Roof Tear-Off in Kansas City: Hail, Shingles, and Dumpster Sizing
Why shingle weight, not volume, drives roofing dumpster sizing. The math for typical KC roof sizes.
Concrete loads are sized by weight, not volume. Why the 10 yard handles most KC driveway tear-outs.
A cubic yard of broken concrete weighs roughly 4,000 pounds. That single fact controls everything about how concrete loads get priced, sized, and hauled. If you're tearing out a driveway, a patio, or a sidewalk in Kansas City, this is the math you need.
Concrete by itself: ~4,000 lbs per cubic yard. Concrete with rebar: slightly heavier (rebar is steel, denser than concrete). Concrete with embedded dirt or gravel: heavier still — sometimes 4,500+ lbs/yard.
The 10 yard's 2-ton tonnage cap means it holds 1 cubic yard of broken concrete before hitting overage charges. We adjust the math for concrete jobs specifically: we charge a flat-rate "heavy material" pricing structure that allows up to 5 tons in a 10 yard. Any more than that, you need a swap.
For most KC residential driveway tear-outs:
You could physically fit more concrete in a 20 yard by volume. But the truck can't legally haul it. Missouri DOT axle weight limits, plus our trucks' rated capacity, top out at around 13 tons gross — and that includes the dumpster itself. A 20 yard full of concrete exceeds those limits.
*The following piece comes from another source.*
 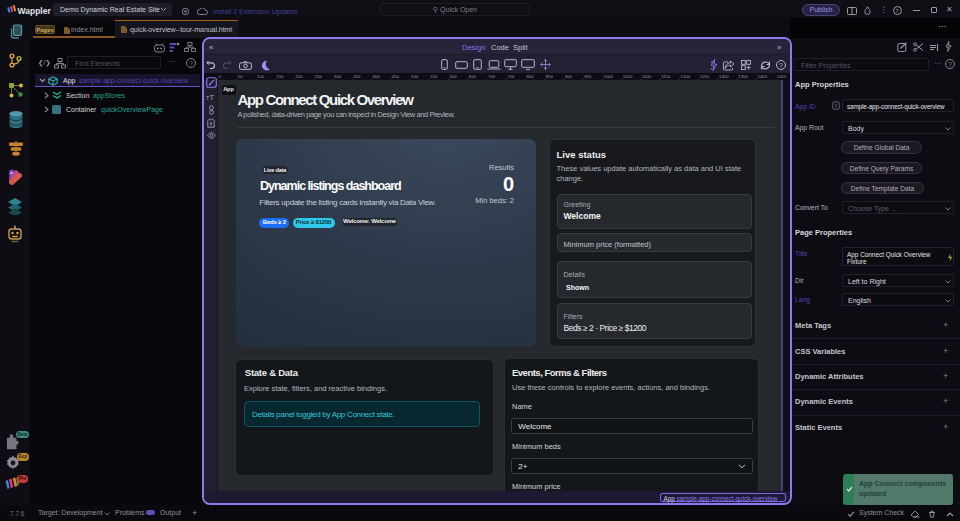 What do you see at coordinates (377, 76) in the screenshot?
I see `svg-text: 400` at bounding box center [377, 76].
So we drop the 10 yard for concrete jobs, accept the lower volume, and use the dumpster's engineered floor strength to its full advantage.
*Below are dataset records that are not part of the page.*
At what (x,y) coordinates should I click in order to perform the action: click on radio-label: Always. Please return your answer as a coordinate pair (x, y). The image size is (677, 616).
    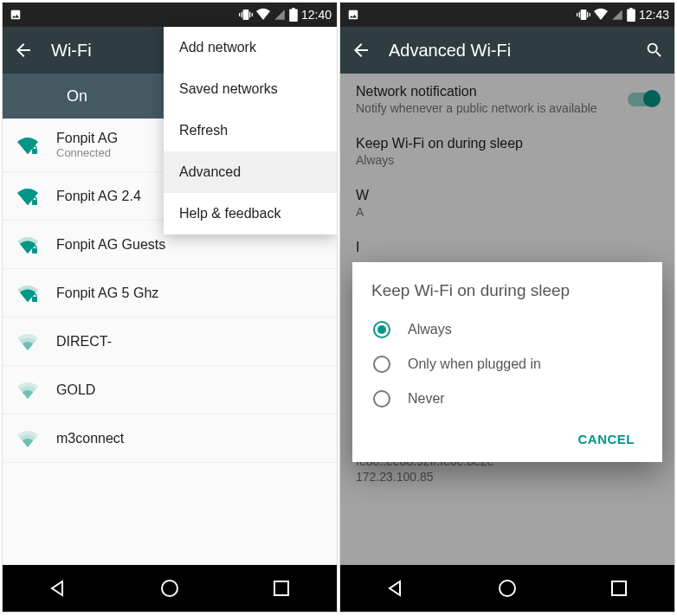
    Looking at the image, I should click on (429, 330).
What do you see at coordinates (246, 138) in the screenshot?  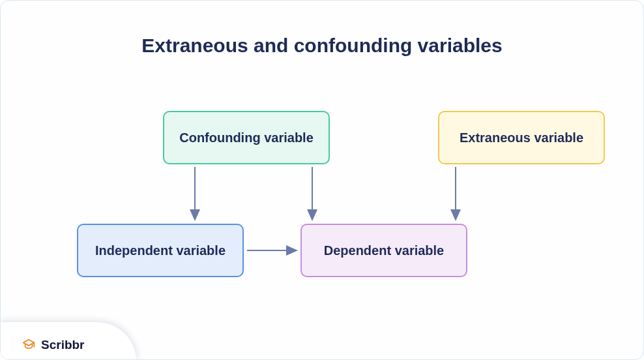 I see `node-confounding: Confounding variable` at bounding box center [246, 138].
"The 10 yard is the only size physically rated for concrete. Larger sizes filled with concrete are illegal hauls."
Common scenario: tearing out a driveway includes digging up the gravel base under it. The base material (gravel, dirt) is also heavy. If it's clean (no roots, no debris), it can go in the same dumpster as the concrete. If it's mixed with roots or other organic material, we recommend separating it because pure dirt is sometimes recyclable as fill while mixed material has to go to landfill.
Older KC driveways (1980s+) usually have rebar reinforcement. Rebar in concrete loads is fine — disposal facilities can separate the steel and recycle it. We don't adjust pricing for rebar content; just expect the load to weigh slightly more per yard.
Clean concrete (no rebar, no contamination) can be recycled in KC. Several local crushers accept clean concrete for re-processing into recycled aggregate. Disposal fees for recycled concrete are typically lower than landfill tipping — so if your job generates a clean-only load, mention it. We can route to a recycler instead of landfill where the load qualifies.
This is part of why the "Low Impact" name fits — when we can divert, we divert.
Common case: tearing out half a driveway (expansion or repair). The unbroken portion stays. We position the dumpster on the unbroken concrete with extra boards underneath — a loaded concrete dumpster is heavy enough that it deserves extra surface area on top of our standard 2x12 protection. More on how we protect concrete.
Concrete dumpsters are concrete (and concrete-adjacent material) only. Don't mix in household debris, drywall, paint cans, or really anything else. Why? Two reasons: (1) the load gets disposed at a different facility than mixed C&D, and (2) anything non-concrete contaminates the load for recycling. See our full restricted list.
Tell us the dimensions of the concrete being torn out (length × width × thickness) and whether there's rebar. We'll quote a flat-rate heavy-material price and a delivery window. Concrete dumpster page or call (816) 427-6571.
Why shingle weight, not volume, drives roofing dumpster sizing. The math for typical KC roof sizes.
A KC basement finish generates debris in three distinct phases. Sizing and timing your dumpster for each.